When we encounter the frequent repetition in Sampson, Crosland,and MacRae, that Britain is a nation of amateurs, we are inclined toagree. But the strength of these arguments is weakened by the flatu-lence of the advocates. The work of these pundits themselves hardlyjustifies their pontification. But more serious than this is the apparentabsence of any real concern for democratic institutions, for public par-ticipation in governmental processes, and even, simply, for politicaltheory. Instead we have crude technological objectives coated with ahumanistic candy-floss: unless we become more efficient the Afro-Asians will starve (Shonfield), a meritocracy means greater equality(Crosland), putting the managers in charge will give us a new,purposeful society (Sampson). The concern is not for quality of thesociety but for its efficiency.

But “Anatomy of Britain” is to the right of Crosland-Jay, for itis purely technical, while on the Labour right there is periodicalreference to the humane society, to egalitarianism and to the myth-ology of democratic socialism. In spite of his “sceptical eye”, Sampsonhas not been able to distinguish between business as an occupation (inwhich he is very interested) and business as a system of power (ofwhich he is completely uncritical). His concern for the people inpower, for their posings and their personal relations leads him to ig-nore the institutionalized effects of their policies. Thus his omission ofthe fabrication of defence strategy, the social function of the CivilService, and the growth of the secret service.
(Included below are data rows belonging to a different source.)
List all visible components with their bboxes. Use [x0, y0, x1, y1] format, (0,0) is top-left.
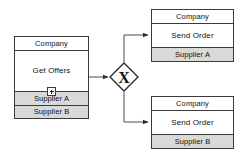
source-pool-header: Company — [15, 37, 88, 51]
source-pool[interactable]: Company Get Offers Supplier A Supplier B — [14, 36, 89, 119]
task-get-offers-label: Get Offers — [33, 67, 71, 75]
flow-gateway-to-supplier-b[interactable] — [124, 92, 148, 122]
supplier-b-lane-label: Supplier B — [175, 138, 211, 146]
supplier-b-task-area[interactable]: Send Order — [152, 111, 233, 135]
gateway-x-icon: X — [118, 69, 130, 86]
supplier-a-lane-label: Supplier A — [175, 51, 210, 59]
supplier-b-lane[interactable]: Supplier B — [152, 135, 233, 148]
plus-collapsed-subprocess-icon[interactable] — [47, 87, 56, 96]
supplier-b-pool-header: Company — [152, 97, 233, 111]
supplier-a-pool-header-label: Company — [176, 13, 209, 21]
supplier-a-pool[interactable]: Company Send Order Supplier A — [151, 9, 234, 62]
source-pool-header-label: Company — [35, 40, 68, 48]
source-lane-supplier-b[interactable]: Supplier B — [15, 105, 88, 118]
supplier-b-pool[interactable]: Company Send Order Supplier B — [151, 96, 234, 149]
flow-gateway-to-supplier-a[interactable] — [124, 35, 148, 62]
supplier-b-pool-header-label: Company — [176, 100, 209, 108]
source-lane-supplier-b-label: Supplier B — [34, 108, 70, 116]
exclusive-gateway[interactable]: X — [109, 62, 139, 92]
diagram-canvas: Company Get Offers Supplier A Supplier B… — [0, 0, 247, 162]
task-send-order-b-label: Send Order — [171, 119, 213, 127]
task-send-order-a-label: Send Order — [171, 32, 213, 40]
supplier-a-task-area[interactable]: Send Order — [152, 24, 233, 48]
supplier-a-lane[interactable]: Supplier A — [152, 48, 233, 61]
source-pool-task-area[interactable]: Get Offers — [15, 51, 88, 92]
supplier-a-pool-header: Company — [152, 10, 233, 24]
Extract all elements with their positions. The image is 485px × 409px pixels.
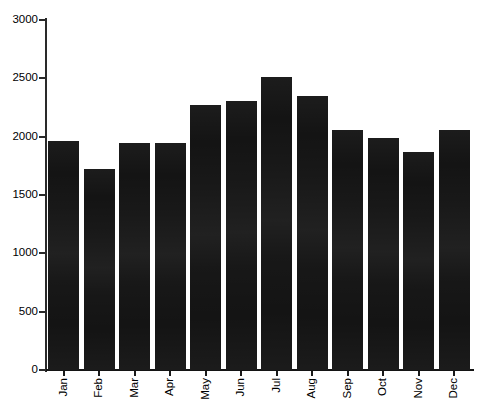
y-axis-tick-label: 1500 — [0, 189, 38, 201]
bar — [119, 143, 150, 371]
bar — [332, 130, 363, 370]
y-axis-tick-label: 2000 — [0, 131, 38, 143]
x-axis-tick-label: Oct — [378, 378, 390, 396]
x-axis-tick-label: Dec — [449, 378, 461, 398]
bar-chart: 050010001500200025003000 JanFebMarAprMay… — [0, 0, 485, 409]
x-axis-tick-label: Aug — [307, 378, 319, 398]
x-axis-tick-label: Jun — [236, 378, 248, 397]
bar — [368, 138, 399, 370]
bar — [84, 169, 115, 370]
bar — [439, 130, 470, 370]
y-axis-tick — [39, 369, 46, 371]
bar — [190, 105, 221, 370]
x-axis-tick — [240, 371, 242, 376]
y-axis-tick-label: 3000 — [0, 14, 38, 26]
y-axis-tick-label: 2500 — [0, 73, 38, 85]
x-axis-tick — [418, 371, 420, 376]
x-axis-tick — [134, 371, 136, 376]
y-axis-tick-label: 0 — [0, 364, 38, 376]
y-axis-tick-label: 500 — [0, 306, 38, 318]
y-axis-tick — [39, 19, 46, 21]
bar — [155, 143, 186, 370]
x-axis-tick-label: Jan — [58, 378, 70, 397]
x-axis-tick — [453, 371, 455, 376]
x-axis-tick — [205, 371, 207, 376]
x-axis-tick-label: May — [200, 378, 212, 400]
bar — [261, 77, 292, 370]
x-axis-tick-label: Sep — [342, 378, 354, 398]
x-axis-tick-label: Feb — [94, 378, 106, 398]
x-axis-tick-label: Nov — [413, 378, 425, 398]
x-axis-tick-label: Apr — [165, 378, 177, 396]
bar — [226, 101, 257, 371]
bar — [48, 141, 79, 370]
y-axis-tick — [39, 136, 46, 138]
x-axis-tick — [382, 371, 384, 376]
x-axis-tick — [311, 371, 313, 376]
y-axis-tick — [39, 311, 46, 313]
x-axis-tick — [63, 371, 65, 376]
y-axis-tick — [39, 194, 46, 196]
x-axis-tick — [347, 371, 349, 376]
bar — [403, 152, 434, 370]
bars-group — [46, 20, 472, 370]
y-axis-tick — [39, 252, 46, 254]
x-axis-tick — [98, 371, 100, 376]
y-axis-tick-label: 1000 — [0, 248, 38, 260]
x-axis-tick — [276, 371, 278, 376]
bar — [297, 96, 328, 370]
y-axis-tick — [39, 77, 46, 79]
x-axis-tick-label: Mar — [129, 378, 141, 398]
x-axis-tick — [169, 371, 171, 376]
x-axis-tick-label: Jul — [271, 378, 283, 393]
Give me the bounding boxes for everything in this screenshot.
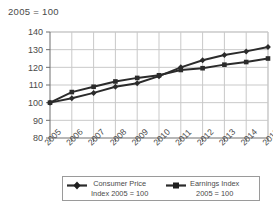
data-point-earnings-index <box>179 68 184 73</box>
data-point-earnings-index <box>157 73 162 78</box>
legend-label-earnings-index-line2: 2005 = 100 <box>190 189 239 199</box>
data-point-earnings-index <box>200 66 205 71</box>
legend-label-consumer-price: Consumer Price Index 2005 = 100 <box>91 179 148 198</box>
y-axis-tick-label: 130 <box>28 45 43 55</box>
data-point-earnings-index <box>48 100 53 105</box>
data-point-earnings-index <box>70 90 75 95</box>
data-point-earnings-index <box>266 56 271 61</box>
y-axis-tick-label: 80 <box>33 133 43 143</box>
legend-item-earnings-index: Earnings Index 2005 = 100 <box>165 179 256 198</box>
y-axis-tick-label: 120 <box>28 63 43 73</box>
data-point-earnings-index <box>135 76 140 81</box>
legend-label-earnings-index-line1: Earnings Index <box>190 179 239 188</box>
legend-label-consumer-price-line2: Index 2005 = 100 <box>91 189 148 199</box>
data-point-earnings-index <box>222 62 227 67</box>
data-point-earnings-index <box>244 60 249 65</box>
legend-label-consumer-price-line1: Consumer Price <box>93 179 146 188</box>
legend-item-consumer-price: Consumer Price Index 2005 = 100 <box>66 179 165 198</box>
y-axis-ticks <box>46 32 50 138</box>
data-point-earnings-index <box>113 79 118 84</box>
legend-label-earnings-index: Earnings Index 2005 = 100 <box>190 179 239 198</box>
y-axis-tick-label: 110 <box>29 80 43 90</box>
legend-swatch-square-icon <box>165 180 187 191</box>
y-axis-tick-label: 100 <box>28 98 43 108</box>
data-point-earnings-index <box>91 84 96 89</box>
y-axis-tick-label: 140 <box>28 27 43 37</box>
y-axis-tick-labels: 8090100110120130140 <box>28 27 43 143</box>
legend-swatch-diamond-icon <box>66 180 88 191</box>
y-axis-tick-label: 90 <box>33 116 43 126</box>
chart-legend: Consumer Price Index 2005 = 100 Earnings… <box>62 176 260 201</box>
chart-container: 2005 = 100 8090100110120130140 200520062… <box>0 0 273 207</box>
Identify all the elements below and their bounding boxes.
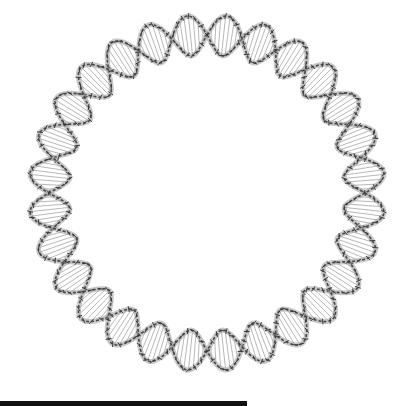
circular-dna-image [0,0,414,406]
image-canvas [0,0,414,406]
scale-bar [0,401,247,406]
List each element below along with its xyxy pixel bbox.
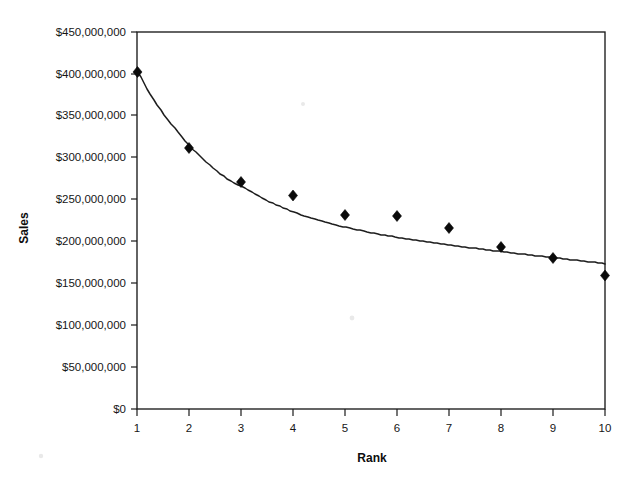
y-tick-label: $0 [113,403,126,415]
x-tick-label: 9 [550,422,556,434]
y-tick-label: $300,000,000 [56,151,126,163]
y-axis-title: Sales [17,212,31,244]
x-tick-label: 5 [342,422,348,434]
y-tick-label: $100,000,000 [56,319,126,331]
scan-speck [301,102,305,106]
x-tick-label: 2 [186,422,192,434]
y-tick-label: $250,000,000 [56,193,126,205]
scan-speck [39,454,43,458]
y-tick-label: $50,000,000 [62,361,126,373]
x-tick-label: 6 [394,422,400,434]
x-tick-label: 8 [498,422,504,434]
plot-area-background [137,32,605,409]
y-tick-label: $200,000,000 [56,235,126,247]
x-tick-label: 4 [290,422,297,434]
scan-speck [350,316,355,321]
y-tick-label: $400,000,000 [56,68,126,80]
y-tick-label: $450,000,000 [56,26,126,38]
x-axis-title: Rank [357,451,387,465]
x-tick-label: 7 [446,422,452,434]
sales-rank-scatter-chart: $0 $50,000,000 $100,000,000 $150,000,000… [0,0,632,483]
y-tick-label: $350,000,000 [56,109,126,121]
x-tick-label: 3 [238,422,244,434]
x-tick-label: 10 [599,422,612,434]
x-tick-label: 1 [134,422,140,434]
chart-figure: $0 $50,000,000 $100,000,000 $150,000,000… [0,0,632,483]
y-tick-label: $150,000,000 [56,277,126,289]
The last word on Sampson comes from Mosca, who is not only onSampson’s side, but knows what is wrong with him: “To be worthyof belonging to the chosen minority to which the destiny of everycountry is entrusted, it is not enough to have won a universitydegree, or to have managed a commercial or industrial enterprisesuccessfully, or even to have risked one’s life in the trenches. Longstudy and great devotion are also necessary.”